Several retired Boston athletes became the latest group to endorse U.S. Senator Scott Brown in his reelection campaign for Massachusetts’ junior Senate seat in a new television advertisement released Wednesday. Calling Brown a team player in Washington, the former Celtics and Patriots stars argued Brown deserves another term.
“It seems to me, what we need are independent thinkers who will vote their consciousness, not their party,” former NBA Most Valuable Player Bob Cousy said in the advertisement. “That’s why on my 84th birthday, I am very pleased to endorse the return to Washington of Senator Scott Brown. He’s my most valuable player.”
Boston political consultants said the ad fits into a broader narrative that has emerged from Brown’s campaign. Running in a state as deeply blue as Massachusetts, the Republican senator has had to fashion himself as an independent common man to woo politically independent male voters and socially conservative Democrats, consultants said.
“This is a case where given the voter registration dominance by Democrats in Massachusetts, it’s hard to run an issues-oriented or an ideological campaign, so he’s trying to win with a personality campaign,” said Joseph D. Malone ’78, a Republican political strategist and former Massachusetts Congressional candidate.
The strategy worked for Brown during the special election he won in 2010, said former Boston City Councillor Lawrence S. DiCara ’71. During that campaign Brown caught the attention of dissatisfied Democratic voters with his easygoing persona, political independence, and pickup truck. Unlike then-opponent Mass. Attorney General Martha M. Coakley, who seemed stiff and out of touch, Brown promised likability and political independence.
After two years in Congress in which he built up a bipartisan reputation, DiCara said Brown is putting the strategy to work again, though the circumstances are different. Presidential election years historically drive up voter turnout, which in Massachusetts means more Democratic votes.
“My guess is he needs those voters who have been, through the years, known as Reagan Democrats—people who might vote their party in the presidential election, thus giving Obama a landslide victory in Massachusetts,” Malone said. “But at the same time saying he seems like the boy next door, like the guy I could have a beer with. The guy I can trust.”
Those Reagan Democrats, experts said, are often white, socially conservative males. With Brown’s Democratic opponent, Harvard Law School professor Elizabeth Warren, polling well among women, the stakes are high.
“Some of the more macho ads with sports figures and trucks are the way to get the so-called Reagan Democrats,” DiCara said. “It is a swing demographic—middle American people, mostly white, mostly Catholic, who will vote either way and have no great loyalty to either party.”
Brown, who played basketball in school, has previously run advertisements showing him on the basketball court or in athletic attire.
Democratic political consultant Dan Payne said Brown’s “jock” reputation has all but secured the vote of that constituency.
“He’s probably got them. I don’t think he has to go find them. What he may want to do is just remind them that he is the guy who they supported two years ago in the special election,” Payne said.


## Prompt
For each record that follows, restate the text exactly and drop the pictures.

## Input material
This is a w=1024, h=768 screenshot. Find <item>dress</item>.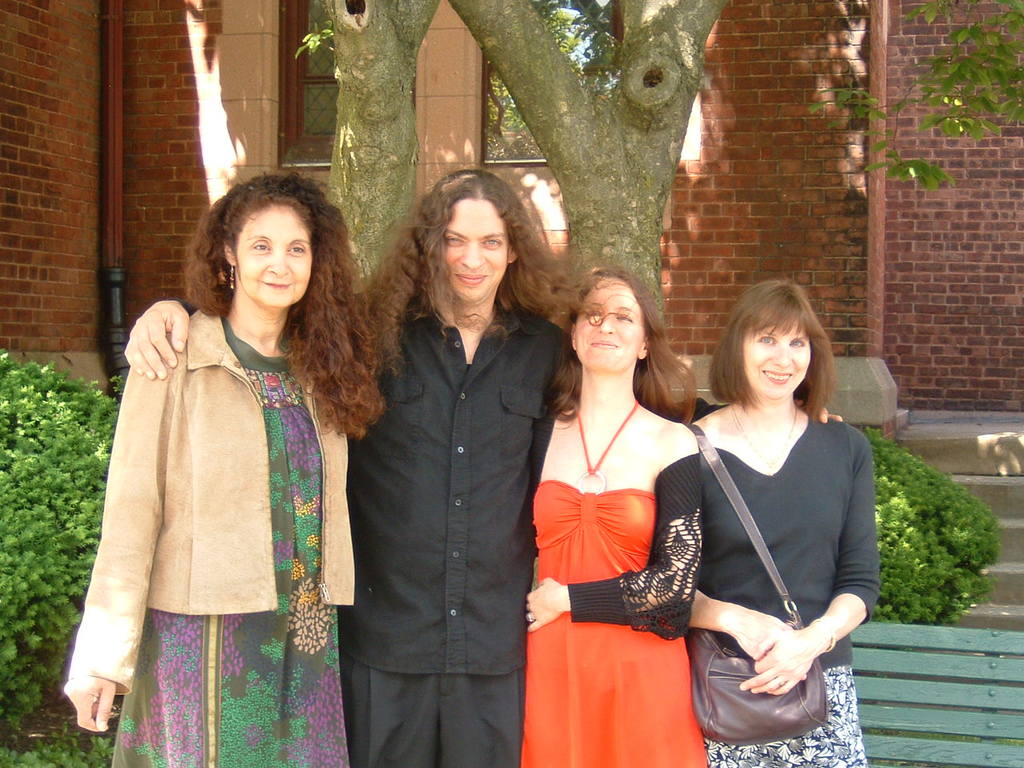
Bounding box: <region>522, 314, 691, 738</region>.
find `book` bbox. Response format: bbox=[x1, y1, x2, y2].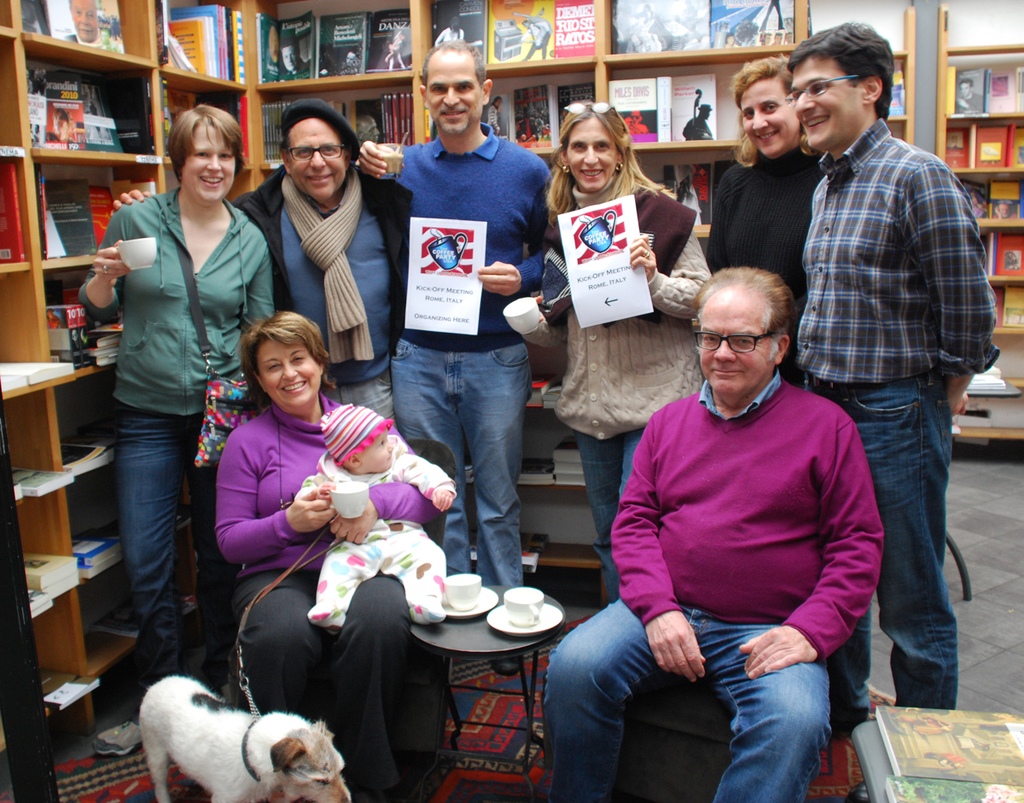
bbox=[871, 709, 1023, 784].
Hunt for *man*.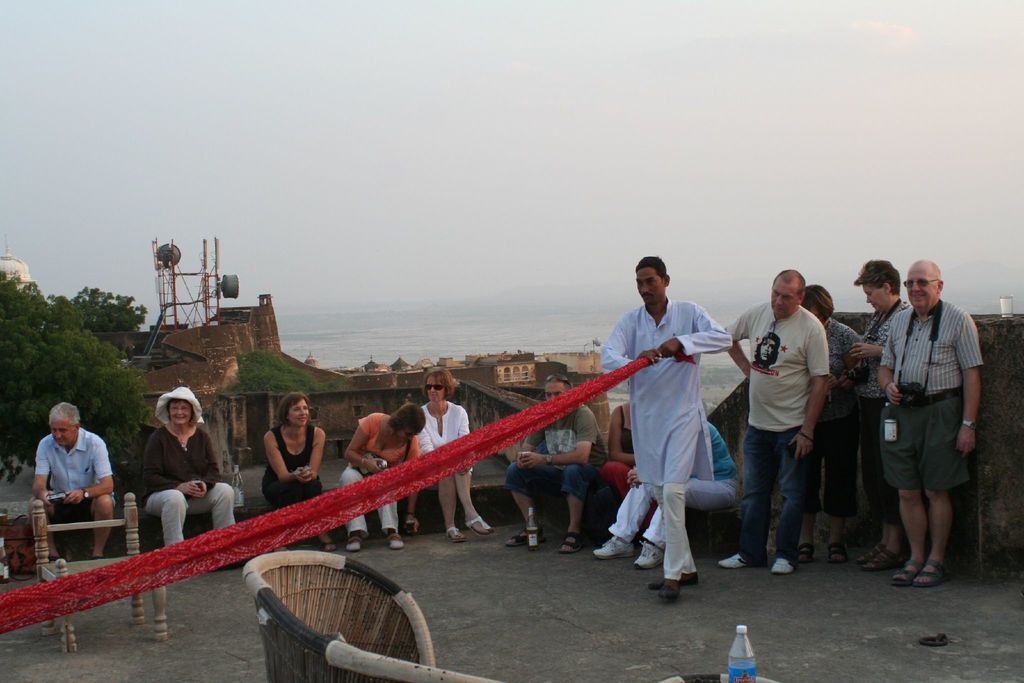
Hunted down at crop(38, 401, 116, 571).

## Result below
This is a w=1024, h=768 screenshot. Find <item>dress</item>.
Bounding box: <region>522, 314, 691, 738</region>.
find `book` bbox. Response format: bbox=[x1, y1, x2, y2].
bbox=[871, 709, 1023, 784].
Hunt for *man*.
Hunted down at crop(38, 401, 116, 571).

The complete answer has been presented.